Words, words and more words
While reading Jonathan Franzen’s National Book Award Winner, The Corrections, I realized the amount of words I simply do not know: rube, elephantine, elfin, tumid, the list goes on.
I don’t know if this is the case for everyone else, but for me, as a reader, I tend to gloss over words I don’t know and rely on figuring them out in context. If that doesn’t work I skip them all together, so long as they aren’t central to what the sentence is trying to say.
So I began a collection of words.
I went down to my school store and bought two packs of 5x8in index cards. I cut them into eighths and kept them close to me while reading Franzen and anything I might have had to read for class. Every time I came across a word I didn’t know I circled it in my book and looked it up. When finished reading I went back and wrote the definitions to the circled words on the cards. So far I have 137 from the first half of Franzen’s book alone.
To give my collection value I set aside 10 minutes of my day to read over my cards once or twice, reading aloud the definitions and letting them sink in. I don’t remember every single word (on a good day I’ll remember a quarter of them), but I am becoming acquainted with them.
So why do I do this?
You know those instances where the word you want escapes you? When you know it exists but you can’t quite get it out? When you want to describe the look of your sick protagonist and you come up with ill or under the weather but the word you really want is pallid?
Being word savvy fixes that and improves your writing in the process.

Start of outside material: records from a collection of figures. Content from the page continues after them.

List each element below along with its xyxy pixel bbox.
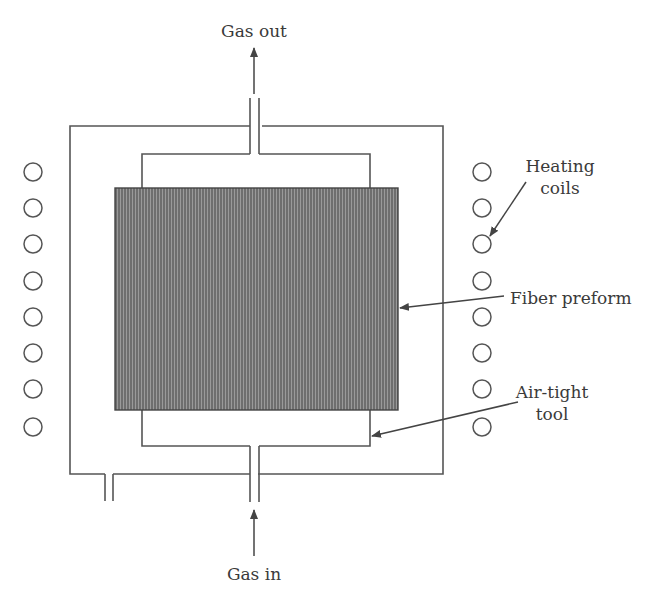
heating-coil-left-4 — [24, 272, 42, 290]
gas-in-pipe — [250, 446, 259, 502]
heating-coil-left-5 — [24, 308, 42, 326]
heating-coil-left-7 — [24, 380, 42, 398]
heating-coil-right-7 — [473, 380, 491, 398]
heating-coil-left-1 — [24, 163, 42, 181]
heating-coil-right-2 — [473, 199, 491, 217]
heating-coils-label: Heating coils — [520, 155, 600, 199]
heating-coils-label-line1: Heating — [520, 155, 600, 177]
heating-coil-right-1 — [473, 163, 491, 181]
heating-coil-right-4 — [473, 272, 491, 290]
heating-coil-left-6 — [24, 344, 42, 362]
heating-coil-left-8 — [24, 418, 42, 436]
heating-coil-right-8 — [473, 418, 491, 436]
heating-coils-label-line2: coils — [520, 177, 600, 199]
fiber-preform-label: Fiber preform — [510, 287, 632, 309]
fiber-preform-pointer-arrow — [400, 296, 504, 308]
air-tight-tool-label-line1: Air-tight — [510, 381, 594, 403]
air-tight-tool-label-line2: tool — [510, 403, 594, 425]
gas-in-label: Gas in — [214, 563, 294, 585]
heating-coil-right-6 — [473, 344, 491, 362]
heating-coils-left — [24, 163, 42, 436]
heating-coil-right-3 — [473, 235, 491, 253]
fiber-preform — [115, 188, 398, 410]
air-tight-tool-label: Air-tight tool — [510, 381, 594, 425]
gas-out-pipe — [250, 98, 259, 154]
heating-coil-right-5 — [473, 308, 491, 326]
gas-out-label: Gas out — [214, 20, 294, 42]
heating-coil-left-3 — [24, 235, 42, 253]
heating-coil-left-2 — [24, 199, 42, 217]
exhaust-pipe — [105, 474, 113, 501]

I realized that committing words to memory allows me to insert them into my sentences naturally instead of stitching them in from a thesaurus –– like I usually do –– and compromising my flow.
Instead of writing, “my old grandma who thought of foolish things,” I now say “My dote grandma who dreamed of gerontocracies,” –– which sounds much cooler.
To be clear, I do not suggest you raid the Oxford English Dictionary. I am not an advocate for three syllables-and-above words in writing. I actually enjoy simple and concise writing. However lurid words are key to such simple and concise prose, for a word like fob simply and concisely describes an action in one word that might otherwise take three.
Billy Collins, former US Poet Laureate, and an obvious connoisseur of words, is a master of this art. Collins’ poetry is praised for its simple, clear language. However, Collins knows that to spice up a poem, using effective words is key, frequently relying on words like coda, fatuous or vaporous, to advance his poetry.
And if Billy Collins isn’t convincing enough, a sharper vocab can potentially make you smarter, wealthier and even thinner!
So if you find yourself scratching your head at words frequently, run down to your local 99-cent store and grab yourself a pack of index cards. Every time you see a word you don’t know, circle it. Catalogue it in your cards. Keep it in the back of your mind. If your writing doesn’t improve or you don’t become a better person, then hell, at least show off your fancy words to your friends, –– be a logophile.